Kuro didn’t have much skill with carrying on a conversation that the other party wasn’t interested in maintaining, so he let their walk fall into silence.
Eventually Marie tired of the sound of pavement beneath their feet and started talking on her own. “What are you going to do about the raccoon?”
Kuro was worrying about that himself. The whole lodge knew about the dragonfey and thought it was his familiar. He couldn’t have two familiars. “I probably need to tell Charlie and Arthur,” he said. “They’ll find out eventually anyway. Arthur will think I’m doing crimes, and Charlie will just tell everybody if she doesn’t know it’s a secret.”
Marie nodded along. The next thing she said took her a couple of tries to get started. “Do you want to tell them together?”
“Yes!” Kuro agreed almost too enthusiastically. That seemed like an excellent plan. It would help take some attention away from his story and, hopefully, if he was right, help Marie feel better about things.
Marie rambled about the plan and what they were going to say for the rest of the way back to the lodge. There were parts of her story that she wanted to skip to avoid embarrassment, and things Kuro should and shouldn’t add to back her up. In the end, Kuro’s only real job was to nod and not contradict her.
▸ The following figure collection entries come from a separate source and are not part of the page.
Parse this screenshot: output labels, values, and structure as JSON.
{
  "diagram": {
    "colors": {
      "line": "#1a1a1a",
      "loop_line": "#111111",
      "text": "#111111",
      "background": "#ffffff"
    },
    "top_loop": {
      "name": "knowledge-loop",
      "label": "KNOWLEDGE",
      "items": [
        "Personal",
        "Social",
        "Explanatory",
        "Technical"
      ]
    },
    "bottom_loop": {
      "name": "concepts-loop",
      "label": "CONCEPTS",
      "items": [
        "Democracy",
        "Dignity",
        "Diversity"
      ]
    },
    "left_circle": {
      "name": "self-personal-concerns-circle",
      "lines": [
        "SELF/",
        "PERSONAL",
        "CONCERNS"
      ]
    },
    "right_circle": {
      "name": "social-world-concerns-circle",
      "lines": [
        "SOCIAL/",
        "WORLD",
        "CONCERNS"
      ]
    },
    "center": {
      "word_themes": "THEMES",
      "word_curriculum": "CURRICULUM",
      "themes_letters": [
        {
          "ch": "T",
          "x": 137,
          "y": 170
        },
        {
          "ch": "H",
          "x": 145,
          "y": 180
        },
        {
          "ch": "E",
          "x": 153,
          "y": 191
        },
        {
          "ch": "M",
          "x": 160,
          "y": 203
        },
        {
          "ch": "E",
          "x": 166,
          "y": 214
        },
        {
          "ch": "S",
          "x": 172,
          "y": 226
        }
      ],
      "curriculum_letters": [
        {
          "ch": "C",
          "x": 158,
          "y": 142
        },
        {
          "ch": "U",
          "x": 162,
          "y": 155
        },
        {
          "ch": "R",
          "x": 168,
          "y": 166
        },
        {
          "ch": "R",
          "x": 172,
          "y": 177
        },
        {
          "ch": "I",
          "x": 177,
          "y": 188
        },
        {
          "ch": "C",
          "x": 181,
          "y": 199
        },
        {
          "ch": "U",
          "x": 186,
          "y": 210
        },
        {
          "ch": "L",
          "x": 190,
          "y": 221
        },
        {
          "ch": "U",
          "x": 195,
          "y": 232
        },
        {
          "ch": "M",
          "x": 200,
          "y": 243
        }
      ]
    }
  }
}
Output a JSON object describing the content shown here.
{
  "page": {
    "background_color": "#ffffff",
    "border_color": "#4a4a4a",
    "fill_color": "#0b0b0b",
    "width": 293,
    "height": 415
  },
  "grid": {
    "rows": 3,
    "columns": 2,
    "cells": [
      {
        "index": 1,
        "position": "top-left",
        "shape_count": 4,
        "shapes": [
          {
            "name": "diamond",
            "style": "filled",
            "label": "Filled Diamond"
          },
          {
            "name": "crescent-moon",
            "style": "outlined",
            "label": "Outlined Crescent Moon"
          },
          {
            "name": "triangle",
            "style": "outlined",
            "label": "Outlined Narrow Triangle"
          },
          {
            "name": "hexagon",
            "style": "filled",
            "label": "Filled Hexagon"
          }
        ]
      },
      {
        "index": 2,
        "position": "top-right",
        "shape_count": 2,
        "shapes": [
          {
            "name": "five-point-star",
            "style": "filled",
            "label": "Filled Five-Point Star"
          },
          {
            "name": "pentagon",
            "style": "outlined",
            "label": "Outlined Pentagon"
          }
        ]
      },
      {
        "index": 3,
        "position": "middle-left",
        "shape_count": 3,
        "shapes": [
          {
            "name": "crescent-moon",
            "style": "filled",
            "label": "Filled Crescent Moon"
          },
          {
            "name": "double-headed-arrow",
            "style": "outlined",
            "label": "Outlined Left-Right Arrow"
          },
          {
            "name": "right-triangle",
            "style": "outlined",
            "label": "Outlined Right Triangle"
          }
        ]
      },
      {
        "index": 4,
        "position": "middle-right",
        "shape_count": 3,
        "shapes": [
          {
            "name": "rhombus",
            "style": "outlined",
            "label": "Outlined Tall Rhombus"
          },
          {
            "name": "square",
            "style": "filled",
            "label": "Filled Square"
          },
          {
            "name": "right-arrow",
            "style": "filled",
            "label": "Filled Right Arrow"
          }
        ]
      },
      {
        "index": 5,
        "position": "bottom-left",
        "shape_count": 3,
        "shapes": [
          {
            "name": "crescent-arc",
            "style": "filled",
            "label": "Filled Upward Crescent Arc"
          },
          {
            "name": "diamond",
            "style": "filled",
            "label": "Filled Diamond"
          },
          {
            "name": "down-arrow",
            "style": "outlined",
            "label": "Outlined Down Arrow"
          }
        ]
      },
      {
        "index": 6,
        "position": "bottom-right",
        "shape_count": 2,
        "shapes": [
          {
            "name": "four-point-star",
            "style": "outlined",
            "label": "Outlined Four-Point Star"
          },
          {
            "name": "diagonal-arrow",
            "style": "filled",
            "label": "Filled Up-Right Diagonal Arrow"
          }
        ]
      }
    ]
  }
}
That was something he was well suited to.
They arrived at the lodge and lost a bit of momentum at the door.
The raccoon couldn’t get in.
The salt-laced bricks around the foundations of the building prevented magical creatures, including familiars, from crossing the threshold. That explained why the stolen goods had just been thrown into his room through a forced open window, but it left them with a problem. Kuro couldn’t unsummon it, which was the usual way to get them in and out of salted buildings.
They puzzled over it for a minute until Kuro remembered that he’d already smuggled a familiar into the building. He let the raccoon crawl into his book bag along with the currently napping dragonfey.
Marie fetched Charlie, who was up late reading, and Kuro woke Arthur, who always went to sleep early. They used the boys’ room for privacy and spoke in hushed tones.
Kuro went
first, introducing the raccoon and explaining away the dragonfey as best he could. Everyone assumed it was a first-year student, and Kuro didn’t do anything to dismiss that belief. He could see both Charlie and Arthur struggle to not demand to know whose it was: Charlie out of desperate curiosity, Arthur out of a sense of duty. Kuro didn’t know whether it was illegal for someone to summon a familiar early, but the way Arthur wrestled with it, he thought it might be.
The raccoon did a good job of breaking the tension. “It’s great!” Charlie squealed, failing to keep her voice down. “It’s so furry and cute. What are you going to name it? Can I name it? Oh, it smells terrible. We should give it a bath!”
She ran to fetch a bucket and a brush, lost in her excitement for animal care.
Arthur had almost the opposite reaction. He pulled out his notes on the burglaries and turned to the pages on the raccoon. He peered at the creature, and most specifically at its paws.
“Those paws are the same as the ones on the stolen things,” he said.
“Yeah,” said Kuro. “But I don’t think it’s the burglar. It didn’t exist until after Samhain. I think it just found the stuff.”
Arthur looked back at his roommate with renewed suspicion. Kuro could tell that he was thinking the same thing Kuro was worried about. To save his friend the accusation, Kuro offered it to him. “It might be me,” he said. “But if it is, I don’t remember.”
Kuro explained his fears as Charlie scrubbed the swamp funk out of the raccoon. Charlie thought the theory was preposterous but loved it anyway. Arthur took it much more seriously but did something that eased Kuro’s heart. He didn’t write anything down.
He didn’t make a single note of the possible confession to serial crimes, and his only comment was, “I haven’t seen any evidence to support that.”
For Arthur, that was the equivalent of giving Kuro a hug and a handmade pillow that had “best friends forever” embroidered in it.
That left Marie to make her confession. She fidgeted a bit and then put on her serious face to hide her fears. “I have a familiar too,” she said simply, entirely abandoning the plans she had made for crafting an elaborate story. “It’s not cool like yours, though.”